Paper detail

Deviation test construction and power comparison for marked spatial point patterns

The deviation test belong to core tools in point process statistics, where hypotheses are typically tested considering differences between an empirical summary function and its expectation under the null hypothesis, which depend on a distance variable r. This test is a classical device to overcome the multiple comparison problem which appears since the functional differences have to be considered for a range of distances r simultaneously. The test has three basic ingredients: (i) choice of a suitable summary function, (ii) transformation of the summary function or scaling of the differences, and (iii) calculation of a global deviation measure. We consider in detail the construction of such tests both for stationary and finite point processes and show by two toy examples and a simulation study for the case of the random labelling hypothesis that the points (i) and (ii) have great influence on the power of the tests.

preprint2013arXivOpen access
0citations
0reviews
0saves
Nocode
Nodataset
0institutions

Next steps

Decide what to do with this paper

Use like or dislike for the fast social read. The more specific scholarly feedback stays available below when needed.

Log in to curate

Reading frame

Keep the important context close to the paper

Keep the important signals around this paper in one place: votes, save state, collection context, reviews and the metadata you need before deciding what to do next.

Institutions

Add specific reaction

Move through the context

Research map

Open full explorer

Move through nearby people, institutions, topics and adjacent work without leaving the paper page.

Building this graph slice

BZPEER is loading the nearby papers, people, topics and institutions for this page.

Structured reviews

0 review(s)

ContributeLeave structured feedbackUse the review template when you have a concrete strength, concern or method question.Open review form

No structured reviews yet. High-signal critique starts here.

Work discussion

0 comment(s)

DiscussAdd a high-signal commentKeep quick notes, caveats and replication pointers separate from formal reviews.Open comment form

No discussion yet. The first strong comment sets the tone.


Instructions to follow => When you transcribe the listing, keep each line exact and drop the pictures.

Data for the task =>
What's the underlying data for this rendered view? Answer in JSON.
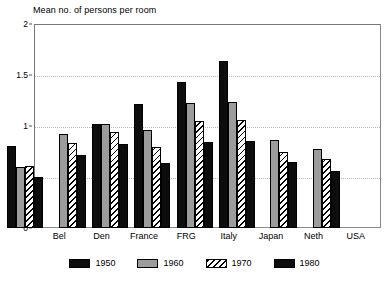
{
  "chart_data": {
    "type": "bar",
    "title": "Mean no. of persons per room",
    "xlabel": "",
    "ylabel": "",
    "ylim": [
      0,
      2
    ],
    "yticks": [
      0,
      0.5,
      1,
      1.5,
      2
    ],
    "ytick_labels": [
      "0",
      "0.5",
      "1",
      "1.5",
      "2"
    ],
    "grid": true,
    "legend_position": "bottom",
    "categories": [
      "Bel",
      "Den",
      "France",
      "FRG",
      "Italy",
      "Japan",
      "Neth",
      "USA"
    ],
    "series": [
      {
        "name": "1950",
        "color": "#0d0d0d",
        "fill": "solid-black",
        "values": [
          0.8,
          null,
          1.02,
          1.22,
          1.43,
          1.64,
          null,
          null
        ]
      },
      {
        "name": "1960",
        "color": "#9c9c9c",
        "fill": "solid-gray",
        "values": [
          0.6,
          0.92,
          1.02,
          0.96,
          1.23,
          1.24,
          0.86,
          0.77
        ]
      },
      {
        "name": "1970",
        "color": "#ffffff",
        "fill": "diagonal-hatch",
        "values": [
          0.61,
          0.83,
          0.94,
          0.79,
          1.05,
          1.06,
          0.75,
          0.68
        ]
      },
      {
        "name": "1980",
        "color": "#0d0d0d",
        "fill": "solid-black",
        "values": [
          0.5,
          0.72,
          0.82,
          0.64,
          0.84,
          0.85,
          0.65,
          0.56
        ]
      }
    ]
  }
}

Result =>
What's the underlying data for this rendered view? Answer in JSON.
{
  "chart_data": {
    "type": "bar",
    "title": "Mean no. of persons per room",
    "xlabel": "",
    "ylabel": "",
    "ylim": [
      0,
      2
    ],
    "yticks": [
      0,
      0.5,
      1,
      1.5,
      2
    ],
    "ytick_labels": [
      "0",
      "0.5",
      "1",
      "1.5",
      "2"
    ],
    "grid": true,
    "legend_position": "bottom",
    "categories": [
      "Bel",
      "Den",
      "France",
      "FRG",
      "Italy",
      "Japan",
      "Neth",
      "USA"
    ],
    "series": [
      {
        "name": "1950",
        "color": "#0d0d0d",
        "fill": "solid-black",
        "values": [
          0.8,
          null,
          1.02,
          1.22,
          1.43,
          1.64,
          null,
          null
        ]
      },
      {
        "name": "1960",
        "color": "#9c9c9c",
        "fill": "solid-gray",
        "values": [
          0.6,
          0.92,
          1.02,
          0.96,
          1.23,
          1.24,
          0.86,
          0.77
        ]
      },
      {
        "name": "1970",
        "color": "#ffffff",
        "fill": "diagonal-hatch",
        "values": [
          0.61,
          0.83,
          0.94,
          0.79,
          1.05,
          1.06,
          0.75,
          0.68
        ]
      },
      {
        "name": "1980",
        "color": "#0d0d0d",
        "fill": "solid-black",
        "values": [
          0.5,
          0.72,
          0.82,
          0.64,
          0.84,
          0.85,
          0.65,
          0.56
        ]
      }
    ]
  }
}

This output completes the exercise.